Innovative Marketing Inc. sold fake anti-virus software for years before finally being noticed and punished by the FTC.
ONE day in March 2008, Kent Woerner got a disturbing phone call from a teacher at an elementary school in Beloit, Kansas. An 11-year-old student had triggered a security scan on a computer she was using, revealing that the machine contained pornographic images. Worse still, the images had appeared on-screen as the scan took place.
Woerner, who manages the computer systems for the local school district, jumped in his car and drove to the school. Repeating the scan, he too saw the images, alongside warnings that the machine was infected with viruses and spyware that were surreptitiously monitoring the computer's users. Yet a search of the hard drive revealed nothing untoward. Switching to another machine, Woerner visited the security website that provided the scan, and ran it again. Exactly the same number of pornographic images popped up.
Woerner was smart enough to spot the ruse. This was not a genuine security scan. It was nothing more than an animation designed to dupe the unsuspecting computer user into shelling out $40 or so for software to combat a security problem where none existed. For those who fall for it, such "scareware" spells double trouble: not only are they relieved of their cash, but the software they download has no protective effect, leaving them vulnerable to malicious attack.
Woerner noted the site behind the fake scan, advancedcleaner.com, and got in touch with the Federal Trade Commission (FTC), the US consumer protection agency. He was one of hundreds. As the FTC trawled through the complaints, it became clear that in its complexity, sophistication and sheer brazenness, this was no normal internet scam. "This is one of the largest internet-based frauds the FTC has ever prosecuted," says Ethan Arenson, an attorney at the agency's headquarters in Washington DC. Over in Hamburg, Germany, analysts at the computer security company McAfee were independently coming to a similar conclusion.
It soon become clear that in its complexity, sophistication and sheer brazenness, this was no normal internet scam.
The scam is the story of a computer security company called Innovative Marketing (IM) Incorporated. It begins in 2002, when internet entrepreneur Daniel Sundin registered a company of that name in Belize. His choice of business partner alone was reason to be suspicious: Sam Jain, an entrepreneur whose eFront network of websites, which covered everything from gaming to celebrities, had already gone out of business, having allegedly boosted ad revenue by exaggerating visitor numbers.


**WHAT YOU HAVE TO DO**
Find every line below that contains the word "this" and copy it out.

* * *

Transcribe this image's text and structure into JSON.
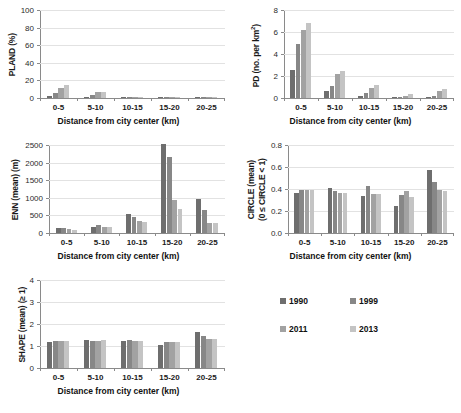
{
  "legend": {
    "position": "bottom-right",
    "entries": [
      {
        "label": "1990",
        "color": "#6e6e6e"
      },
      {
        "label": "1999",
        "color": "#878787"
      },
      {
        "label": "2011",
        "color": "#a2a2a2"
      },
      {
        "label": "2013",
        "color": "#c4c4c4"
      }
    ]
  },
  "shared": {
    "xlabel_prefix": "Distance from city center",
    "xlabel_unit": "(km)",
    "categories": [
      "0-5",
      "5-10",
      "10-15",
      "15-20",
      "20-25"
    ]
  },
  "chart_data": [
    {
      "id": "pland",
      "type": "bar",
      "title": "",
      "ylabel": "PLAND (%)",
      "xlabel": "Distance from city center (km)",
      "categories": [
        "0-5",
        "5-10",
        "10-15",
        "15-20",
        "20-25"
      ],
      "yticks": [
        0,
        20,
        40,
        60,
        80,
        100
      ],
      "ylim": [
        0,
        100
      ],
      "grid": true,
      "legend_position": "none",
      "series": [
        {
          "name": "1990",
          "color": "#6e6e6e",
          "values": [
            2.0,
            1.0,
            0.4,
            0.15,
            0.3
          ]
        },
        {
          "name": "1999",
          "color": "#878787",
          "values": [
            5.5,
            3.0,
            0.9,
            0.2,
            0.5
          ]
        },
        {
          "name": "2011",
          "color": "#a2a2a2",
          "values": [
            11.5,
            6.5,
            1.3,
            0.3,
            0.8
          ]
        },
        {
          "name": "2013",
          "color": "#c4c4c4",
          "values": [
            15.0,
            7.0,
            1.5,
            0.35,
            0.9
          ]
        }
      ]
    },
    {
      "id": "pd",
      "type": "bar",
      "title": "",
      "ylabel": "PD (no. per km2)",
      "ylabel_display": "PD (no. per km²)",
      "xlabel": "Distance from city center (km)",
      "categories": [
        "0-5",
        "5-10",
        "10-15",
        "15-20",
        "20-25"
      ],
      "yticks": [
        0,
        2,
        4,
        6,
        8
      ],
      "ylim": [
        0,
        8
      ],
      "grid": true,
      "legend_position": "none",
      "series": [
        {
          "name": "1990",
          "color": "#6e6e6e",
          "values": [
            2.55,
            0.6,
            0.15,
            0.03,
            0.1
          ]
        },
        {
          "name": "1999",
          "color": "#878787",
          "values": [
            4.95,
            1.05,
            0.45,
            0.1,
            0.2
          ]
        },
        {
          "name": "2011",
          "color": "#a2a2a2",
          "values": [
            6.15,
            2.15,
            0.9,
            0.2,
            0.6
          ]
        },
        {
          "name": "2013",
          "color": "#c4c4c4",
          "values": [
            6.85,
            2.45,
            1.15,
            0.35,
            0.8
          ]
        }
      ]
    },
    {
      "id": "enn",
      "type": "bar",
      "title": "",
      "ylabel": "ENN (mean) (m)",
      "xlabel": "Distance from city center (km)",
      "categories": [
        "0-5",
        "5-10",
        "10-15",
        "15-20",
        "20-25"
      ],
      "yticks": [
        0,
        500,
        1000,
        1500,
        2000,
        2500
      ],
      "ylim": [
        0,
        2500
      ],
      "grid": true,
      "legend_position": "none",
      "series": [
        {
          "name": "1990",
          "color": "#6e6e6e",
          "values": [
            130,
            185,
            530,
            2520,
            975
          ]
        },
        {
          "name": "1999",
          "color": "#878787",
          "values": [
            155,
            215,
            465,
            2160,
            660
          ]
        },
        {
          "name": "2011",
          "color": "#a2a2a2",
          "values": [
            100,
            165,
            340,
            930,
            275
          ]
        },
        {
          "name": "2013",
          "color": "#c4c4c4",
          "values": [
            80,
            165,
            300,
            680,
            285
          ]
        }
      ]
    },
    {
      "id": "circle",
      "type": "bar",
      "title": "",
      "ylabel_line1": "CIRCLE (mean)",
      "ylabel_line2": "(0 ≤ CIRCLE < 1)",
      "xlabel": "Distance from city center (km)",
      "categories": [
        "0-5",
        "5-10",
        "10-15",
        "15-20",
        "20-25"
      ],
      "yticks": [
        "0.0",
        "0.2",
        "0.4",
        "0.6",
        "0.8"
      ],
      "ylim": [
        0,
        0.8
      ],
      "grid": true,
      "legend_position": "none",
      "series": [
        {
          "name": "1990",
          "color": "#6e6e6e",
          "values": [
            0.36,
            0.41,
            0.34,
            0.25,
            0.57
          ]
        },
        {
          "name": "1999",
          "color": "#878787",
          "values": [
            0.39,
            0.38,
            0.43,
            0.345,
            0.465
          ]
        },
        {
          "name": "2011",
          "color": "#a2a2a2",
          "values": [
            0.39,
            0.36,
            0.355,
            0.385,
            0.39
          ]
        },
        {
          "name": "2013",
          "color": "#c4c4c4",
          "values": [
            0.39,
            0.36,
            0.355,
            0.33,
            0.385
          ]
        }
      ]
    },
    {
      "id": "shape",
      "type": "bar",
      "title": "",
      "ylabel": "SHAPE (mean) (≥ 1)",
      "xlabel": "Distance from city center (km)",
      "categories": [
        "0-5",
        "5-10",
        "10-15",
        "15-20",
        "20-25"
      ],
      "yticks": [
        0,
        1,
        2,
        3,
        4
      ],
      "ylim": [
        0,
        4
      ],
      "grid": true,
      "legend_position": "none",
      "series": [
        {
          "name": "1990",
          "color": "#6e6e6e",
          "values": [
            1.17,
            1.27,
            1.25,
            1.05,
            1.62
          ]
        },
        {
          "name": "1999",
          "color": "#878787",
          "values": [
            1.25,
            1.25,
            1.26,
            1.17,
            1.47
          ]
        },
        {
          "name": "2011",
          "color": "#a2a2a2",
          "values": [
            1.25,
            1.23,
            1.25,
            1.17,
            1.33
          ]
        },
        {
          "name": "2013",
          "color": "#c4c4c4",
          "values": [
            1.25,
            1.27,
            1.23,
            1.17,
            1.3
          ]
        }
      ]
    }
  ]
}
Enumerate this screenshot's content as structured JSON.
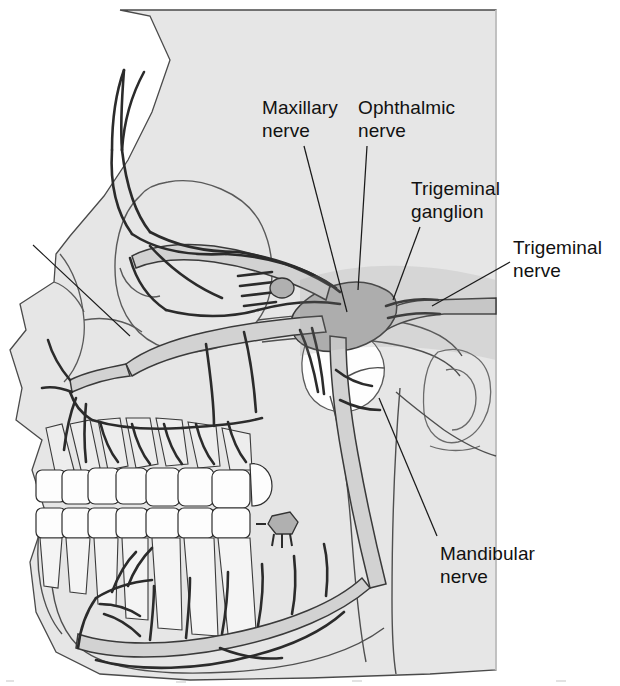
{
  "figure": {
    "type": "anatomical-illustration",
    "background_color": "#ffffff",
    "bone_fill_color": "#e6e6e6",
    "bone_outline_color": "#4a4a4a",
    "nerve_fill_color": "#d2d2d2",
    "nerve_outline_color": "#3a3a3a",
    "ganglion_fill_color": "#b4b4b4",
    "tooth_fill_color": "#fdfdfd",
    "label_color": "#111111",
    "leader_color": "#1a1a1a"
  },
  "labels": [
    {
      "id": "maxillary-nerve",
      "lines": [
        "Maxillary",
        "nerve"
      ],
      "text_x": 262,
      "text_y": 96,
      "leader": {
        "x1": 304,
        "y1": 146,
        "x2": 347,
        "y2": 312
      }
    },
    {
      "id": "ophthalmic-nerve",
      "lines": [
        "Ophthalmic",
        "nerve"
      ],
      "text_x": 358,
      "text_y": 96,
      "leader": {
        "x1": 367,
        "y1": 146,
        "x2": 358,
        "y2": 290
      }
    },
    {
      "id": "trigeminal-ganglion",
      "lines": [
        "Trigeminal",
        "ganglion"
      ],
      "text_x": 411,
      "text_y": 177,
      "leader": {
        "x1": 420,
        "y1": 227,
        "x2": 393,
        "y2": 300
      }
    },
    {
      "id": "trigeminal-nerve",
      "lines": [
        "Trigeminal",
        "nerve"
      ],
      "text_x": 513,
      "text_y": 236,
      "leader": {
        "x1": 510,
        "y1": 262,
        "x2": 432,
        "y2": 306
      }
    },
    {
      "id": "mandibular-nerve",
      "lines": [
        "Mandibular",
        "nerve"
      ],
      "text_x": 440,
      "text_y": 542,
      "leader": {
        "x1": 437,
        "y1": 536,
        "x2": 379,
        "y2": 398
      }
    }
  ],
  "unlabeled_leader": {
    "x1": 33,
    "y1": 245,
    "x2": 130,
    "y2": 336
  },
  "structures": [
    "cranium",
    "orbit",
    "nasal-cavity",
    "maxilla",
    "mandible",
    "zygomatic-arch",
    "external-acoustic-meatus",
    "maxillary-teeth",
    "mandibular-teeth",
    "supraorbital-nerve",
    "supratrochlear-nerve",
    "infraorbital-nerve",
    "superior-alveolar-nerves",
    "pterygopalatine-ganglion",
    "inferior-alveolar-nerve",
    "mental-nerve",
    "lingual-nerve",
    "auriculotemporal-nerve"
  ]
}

* * *

**TASK RESULT**
Transcribe this image's text and structure into JSON.
Enumerate this screenshot's content as structured JSON.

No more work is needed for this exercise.